My job is hard. It’s frustrating. It’s exhausting. It makes me cry. A person can only hear some things so many times a day before the words start to knock things loose upstairs. Oh, I’m weak-minded and pea-brained? Oh, you’re failing because of me and not because of the fact that you pout and waste time and refuse to look at me when I’m signing? Oh, slapping me in the face and swearing at me is “teasing”? Oh, I should think it’s funny when you talk about cutting off my head with gardening shears? Oh, I’m stupid because I don’t want World War 3 to happen and I don’t think the world will end in 2012? Oh, you’re in trouble again because I’m mean and not because your actions need to be followed up by discipline? Okay. Whatever you say.
And then there are the times when my job actually breaks my heart. The education system has failed my student so miserably that he actually believes he earned the “passing” grades that he has been given all of his life. If that was true, he wouldn’t be in 10th grade and reading at a K-1 level and computing math problems on a 2nd grade level. If that was true, he’d have a better understanding of social norms and educational expectations. If that was true, he’d be able to express himself and cope with frustration effectively. He actually thinks that if he continues on the path that he’s been on, he’ll be able to go to college like everyone else. He complains about how lonely it is and how bored he is out here. He’s so bored that he wants to be frozen and preserved until the year 2548 when life will be more exciting. He feels alone because he doesn’t have full access to English and can’t hear while simultaneously not having developed his sign language skills enough to be able to identify with being deaf. He has said that since his language isn’t ASL and it isn’t English, his language is war. Subsequently he’s even more isolated because no one wants to only talk about war and the end of the world with him.
Every day that I’m here on the rez, I experience things that baffle me. The problem is—I’m becoming desensitized to a lot of it. So when I found out that one specific teacher let his kids out of class over ten minutes early so that he could go to lunch, the absurdity of that action almost didn’t register. When I find out that another student 5 students just started coming to school, four and half weeks into the year, I shrug and say, “Welcome to the Rez.” When I found out that the propane tanks that are red tagged…the same tanks that are used for heating, hot water, and cooking for our housing and the school….and that they would not be refilled until the leak was fixed…and that nobody would bother to fix it until November at the earliest…I sighed and thought about how many pairs of long underwear I’ll need to invest in. When we talk about how about 50% of our students don’t have electricity or running water and my friends’ eyes bug-out, I say, “You didn’t know that?”
Life on the rez is fascinating. I’ve started pointing with my lips. I notice myself talking more slowly. Even though most of the TFAers in this region are working predominantly with Navajo students, we get a lot more Navajo-isms out here. It only took me three weeks to realize that “Nay” isn’t just a habitual reaction when something sarcastic is said; it actually means “just kidding.” I’ve started saying “Nay” and am picking up random other Navajo words thanks to my volleyball girls.
P.S. My car will be "all rezzed out" by the time I'm done here.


• _Exercise requirements_:
The required output is every line from the beginning of the entries below through the line that includes "What do you see at coordinates (178, 65)", copied exactly.

(Stored items)
"""
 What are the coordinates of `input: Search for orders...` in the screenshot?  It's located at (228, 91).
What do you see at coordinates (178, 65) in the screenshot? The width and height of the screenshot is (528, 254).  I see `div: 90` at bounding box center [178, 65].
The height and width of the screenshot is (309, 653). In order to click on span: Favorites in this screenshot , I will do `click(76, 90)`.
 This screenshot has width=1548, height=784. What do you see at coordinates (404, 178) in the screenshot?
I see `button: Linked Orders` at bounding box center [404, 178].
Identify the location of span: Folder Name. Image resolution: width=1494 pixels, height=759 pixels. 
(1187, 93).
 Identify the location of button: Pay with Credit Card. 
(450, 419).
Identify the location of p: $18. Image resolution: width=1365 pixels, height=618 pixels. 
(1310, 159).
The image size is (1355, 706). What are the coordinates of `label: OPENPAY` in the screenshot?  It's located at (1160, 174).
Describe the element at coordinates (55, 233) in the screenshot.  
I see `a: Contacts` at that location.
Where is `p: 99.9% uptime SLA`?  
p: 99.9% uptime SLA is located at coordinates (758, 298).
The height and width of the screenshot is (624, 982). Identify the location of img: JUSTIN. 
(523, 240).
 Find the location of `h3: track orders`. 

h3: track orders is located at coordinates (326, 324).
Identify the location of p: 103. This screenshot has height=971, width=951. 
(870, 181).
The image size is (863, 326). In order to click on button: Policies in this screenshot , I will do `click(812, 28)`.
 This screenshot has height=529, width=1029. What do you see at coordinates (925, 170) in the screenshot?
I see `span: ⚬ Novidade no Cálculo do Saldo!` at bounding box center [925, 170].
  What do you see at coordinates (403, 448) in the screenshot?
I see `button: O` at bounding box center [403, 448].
"""
• _Task result_:
 What are the coordinates of `input: Search for orders...` in the screenshot?  It's located at (228, 91).
What do you see at coordinates (178, 65) in the screenshot? The width and height of the screenshot is (528, 254).  I see `div: 90` at bounding box center [178, 65].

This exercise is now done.